CLEVELAND -- was befuddled. Spotted a three-run lead in the first inning of Saturday's 8-3 loss to the Indians at Progressive Field, the strong contender for the National League's Cy Young Award not only squandered the lead but put his team in a two-run hole by the third.
"They're a really good team," Fernandez said. "I was trying to battle. I don't even know. I was thinking about rolling the ball to the plate and seeing maybe who they were going to hit it to. I was trying to make a pitch, and they would hit it. Try to make another pitch, and they hit it. I got hit. I got hit hard. I got hit really hard, but you learn from it."
The first inning snapped a stretch of 14 consecutive scoreless frames for Fernandez, and the start wound up among the worst of the 24-year-old star right-hander's career. He surrendered a career-high 12 hits and tied a season-high six earned runs over 5 2/3 innings. Fernandez struck out five, walked two and allowed a two-run homer to the second batter of the game, .

The fastball got Fernandez in trouble early. , Kipnis and led off the game with a trio of extra-base hits against heaters at 95 mph or harder. doubled the following inning against a 95-mph fastball, and he scored when poked a 96-mph Fernandez fastball the other way for an RBI double.
Perhaps the biggest indicator that Fernandez was off his game was that his curveball generated just four swinging strikes in 40 pitches. For the year, batters have whiffed on more than half their swings against the breaker.

"They stacked that lineup with lefties, and you've got to get the ball to certain areas of the plate with them," Marlins manager Don Mattingly said. "But you've also got to be able to change speeds, and that's one thing I think they kept us from doing."
With the breaking ball not missing bats and the fastball getting knocked around, Fernandez found solace in his changeup, but not until the fourth inning, once much of the damage had been done. The 18 changeups thrown were tied for the sixth most in a start in Fernandez's career, according to BrooksBaseball.
"His changeup was really working today, which he really doesn't throw that much, but he decided to go to it after the first inning and throw it a little more," Crisp said.
The Marlins had high hopes with their ace on the mound to bounce back from a frustrating loss in the series opener and remain above .500.
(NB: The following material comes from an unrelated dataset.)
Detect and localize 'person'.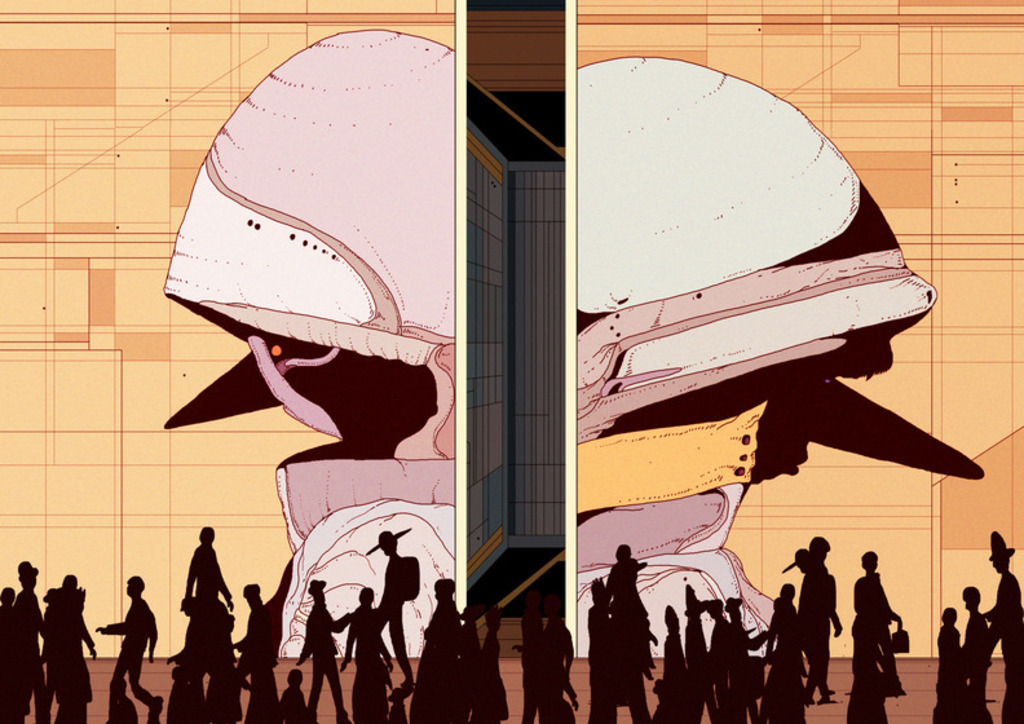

Instead, Fernandez was effectively disarmed without his two best pitches against a lineup he called among the toughest he has faced this season, and the Marlins dropped to .500 for the first time since May 1, but they remained three games back of the second National League Wild Card spot.
"We talked about it at the break: We were six games over, and we didn't think that was going to do it," Mattingly said. "We needed to get a ways from that, and obviously we've went the other direction. So we've got to get going again."